Today the son of a Baptist minister enlists in the Confederate Army, Company K, 1 It Regiment, South Carolina Infantry. In so doing, Lucias Chambers chooses to fight alongside one brother, Lamech, and against another brother, Lemuel, who serves in the Union army. Lucias participates in the Battle of Port Royal on the South Carolina coast and is discharged on January 15, 1862. He “is believed to have re-enlisted on April 2, 1863, again in Walhalla, SC. The company served in the Carolinas and L. Chambers is on the March, 1865 register for the CSA General Hospital in Greenboro, NC.”
The father of the Chambers’ clan was Barak Chambers (1792-1847), a South Carolina farmer and landowner who became a founding member and the first church clerk of the Holly Springs Baptist Church, established in May 1828. Barak served ably as a layman, and in 1835 was appointed as minister of the congregation, a position he held until 1841. For the next 75 years, the church was pastored by Chambers, beginning with Barak’s son Lemuel.
Yet while the Chambers’ family maintain Baptist sympathies, their political loyalties are divided, despite the fact that the clan live in the very state from which the southern rebellion originated. During the war, brothers and nephews and cousins take up arms on opposite sides of the conflict. Lemuel Chambers (the Baptist minister) and his son Barak fight and die for the Union Army, while the rest of the Chambers’ menfolk (including Lamech and Lucious, Lemuel’s brothers) fight on the side of the Confederacy.
The story of the Chambers’ family illustrates the complexity of the war. Many sons and grandsons of the senior Barak are already fighting for the Confederacy when Lemuel and his son Barak, having long remained neutral, are forced to make a decision:
On November 23, 1863 … circumstances forced a hard decision. Generals Grant and Thomas crushed Chattanooga. Surrounded by victorious Union troops, it no longer mattered much on which side Lemuel’s true sympathies lay, and he was apparently a practical man. Then again, maybe joining the Union Army wasn’t as difficult a decision as it might appear on the surface.
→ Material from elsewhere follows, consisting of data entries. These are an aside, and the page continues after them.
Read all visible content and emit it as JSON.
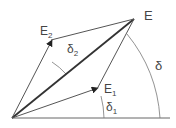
{
  "diagram": {
    "colors": {
      "line": "#555555",
      "bold_line": "#333333",
      "text": "#444444"
    },
    "points": {
      "origin": {
        "label": ""
      },
      "E": {
        "label": "E"
      },
      "E1": {
        "label": "E",
        "subscript": "1"
      },
      "E2": {
        "label": "E",
        "subscript": "2"
      }
    },
    "angles": {
      "delta": {
        "label": "δ"
      },
      "delta1": {
        "label": "δ",
        "subscript": "1"
      },
      "delta2": {
        "label": "δ",
        "subscript": "2"
      }
    }
  }
}
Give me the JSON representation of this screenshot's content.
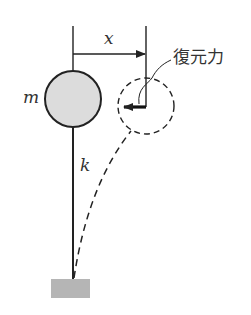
{
  "diagram": {
    "type": "mechanics-schematic",
    "labels": {
      "displacement": "x",
      "mass": "m",
      "stiffness": "k",
      "restoring_force": "復元力"
    },
    "colors": {
      "stroke": "#222222",
      "mass_fill": "#dcdcdc",
      "base_fill": "#b5b5b5",
      "text": "#333333"
    },
    "elements": [
      {
        "id": "mass",
        "shape": "circle",
        "label": "m"
      },
      {
        "id": "rod",
        "shape": "line",
        "label": "k"
      },
      {
        "id": "base",
        "shape": "rect"
      },
      {
        "id": "displacement-arrow",
        "shape": "arrow",
        "label": "x"
      },
      {
        "id": "displaced-mass",
        "shape": "dashed-circle"
      },
      {
        "id": "deflected-rod",
        "shape": "dashed-curve"
      },
      {
        "id": "restoring-force-arrow",
        "shape": "arrow",
        "label": "復元力"
      }
    ]
  }
}
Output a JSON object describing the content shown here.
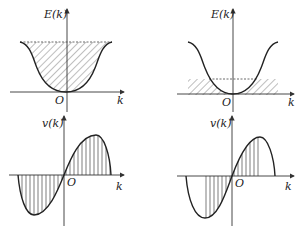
{
  "figure": {
    "panels": [
      {
        "id": "top-left",
        "ylabel": "E(k)",
        "xlabel": "k",
        "origin": "O",
        "curve": "energy band E(k), band shape with minimum at k=0",
        "shading": "diagonal hatching, band fully filled"
      },
      {
        "id": "top-right",
        "ylabel": "E(k)",
        "xlabel": "k",
        "origin": "O",
        "curve": "energy band E(k), band shape with minimum at k=0",
        "shading": "diagonal hatching, only near band bottom"
      },
      {
        "id": "bottom-left",
        "ylabel": "v(k)",
        "xlabel": "k",
        "origin": "O",
        "curve": "electron velocity v(k), odd function",
        "shading": "vertical hatching, over whole zone"
      },
      {
        "id": "bottom-right",
        "ylabel": "v(k)",
        "xlabel": "k",
        "origin": "O",
        "curve": "electron velocity v(k), odd function",
        "shading": "vertical hatching, only central region"
      }
    ]
  },
  "colors": {
    "ink": "#222222",
    "background": "#ffffff"
  }
}
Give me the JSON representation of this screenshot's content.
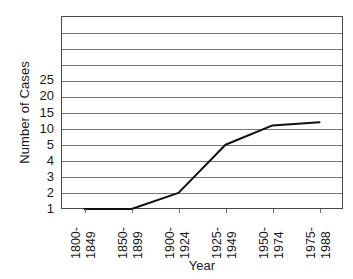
{
  "chart_data": {
    "type": "line",
    "title": "",
    "xlabel": "Year",
    "ylabel": "Number of Cases",
    "categories": [
      "1800-1849",
      "1850-1899",
      "1900-1924",
      "1925-1949",
      "1950-1974",
      "1975-1988"
    ],
    "category_lines": [
      [
        "1800-",
        "1849"
      ],
      [
        "1850-",
        "1899"
      ],
      [
        "1900-",
        "1924"
      ],
      [
        "1925-",
        "1949"
      ],
      [
        "1950-",
        "1974"
      ],
      [
        "1975-",
        "1988"
      ]
    ],
    "values": [
      1,
      1,
      2,
      5,
      11,
      12
    ],
    "series": [
      {
        "name": "Number of Cases",
        "values": [
          1,
          1,
          2,
          5,
          11,
          12
        ]
      }
    ],
    "ytick_labels": [
      "25",
      "20",
      "15",
      "10",
      "5",
      "4",
      "3",
      "2",
      "1"
    ],
    "ytick_values": [
      25,
      20,
      15,
      10,
      5,
      4,
      3,
      2,
      1
    ],
    "y_scale": "ordinal-nonlinear",
    "y_band_count": 12,
    "grid": true,
    "grid_axis": "y",
    "legend": "none",
    "colors": {
      "line": "#101010",
      "grid": "#777777",
      "frame": "#4a4a4a",
      "background": "#ffffff",
      "text": "#1a1a1a"
    }
  }
}
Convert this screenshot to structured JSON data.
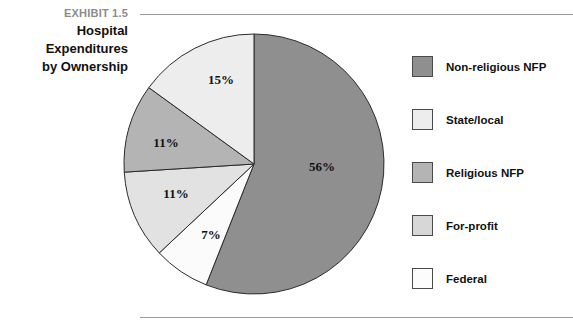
{
  "exhibit": {
    "kicker": "EXHIBIT 1.5",
    "title_line1": "Hospital",
    "title_line2": "Expenditures",
    "title_line3": "by Ownership"
  },
  "chart_data": {
    "type": "pie",
    "title": "Hospital Expenditures by Ownership",
    "xlabel": "",
    "ylabel": "",
    "units": "percent",
    "legend_position": "right",
    "start_angle_deg": 0,
    "direction": "clockwise",
    "categories": [
      "Non-religious NFP",
      "Federal",
      "For-profit",
      "Religious NFP",
      "State/local"
    ],
    "values": [
      56,
      7,
      11,
      11,
      15
    ],
    "labels": [
      "56%",
      "7%",
      "11%",
      "11%",
      "15%"
    ],
    "colors": [
      "#8f8f8f",
      "#fbfbfb",
      "#e2e2e2",
      "#b4b4b4",
      "#ededed"
    ],
    "slices": [
      {
        "name": "Non-religious NFP",
        "value": 56,
        "label": "56%",
        "color": "#8f8f8f",
        "label_x": 322,
        "label_y": 171
      },
      {
        "name": "Federal",
        "value": 7,
        "label": "7%",
        "color": "#fbfbfb",
        "label_x": 211,
        "label_y": 239
      },
      {
        "name": "For-profit",
        "value": 11,
        "label": "11%",
        "color": "#e2e2e2",
        "label_x": 176,
        "label_y": 198
      },
      {
        "name": "Religious NFP",
        "value": 11,
        "label": "11%",
        "color": "#b4b4b4",
        "label_x": 166,
        "label_y": 147
      },
      {
        "name": "State/local",
        "value": 15,
        "label": "15%",
        "color": "#ededed",
        "label_x": 221,
        "label_y": 84
      }
    ]
  },
  "legend": {
    "items": [
      {
        "label": "Non-religious NFP",
        "color": "#8f8f8f"
      },
      {
        "label": "State/local",
        "color": "#ededed"
      },
      {
        "label": "Religious NFP",
        "color": "#b4b4b4"
      },
      {
        "label": "For-profit",
        "color": "#d7d7d7"
      },
      {
        "label": "Federal",
        "color": "#fcfcfc"
      }
    ]
  }
}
Lemuel had earlier hidden in the mountains to avoid being drafted into the Confederacy. He was caught and handcuffed by a Rebel and told if he didn’t join, he, the Rebel, would kill him. He refused. Rather than carrying out his threat, the Rebel brought Lemuel to trial, but he was later released for lack of evidence. Shortly thereafter, he opted for a blue uniform. Whether that choice was made out of expediency or spite, we will never know. The fact remains, at least two Chambers took up the Yankee banner.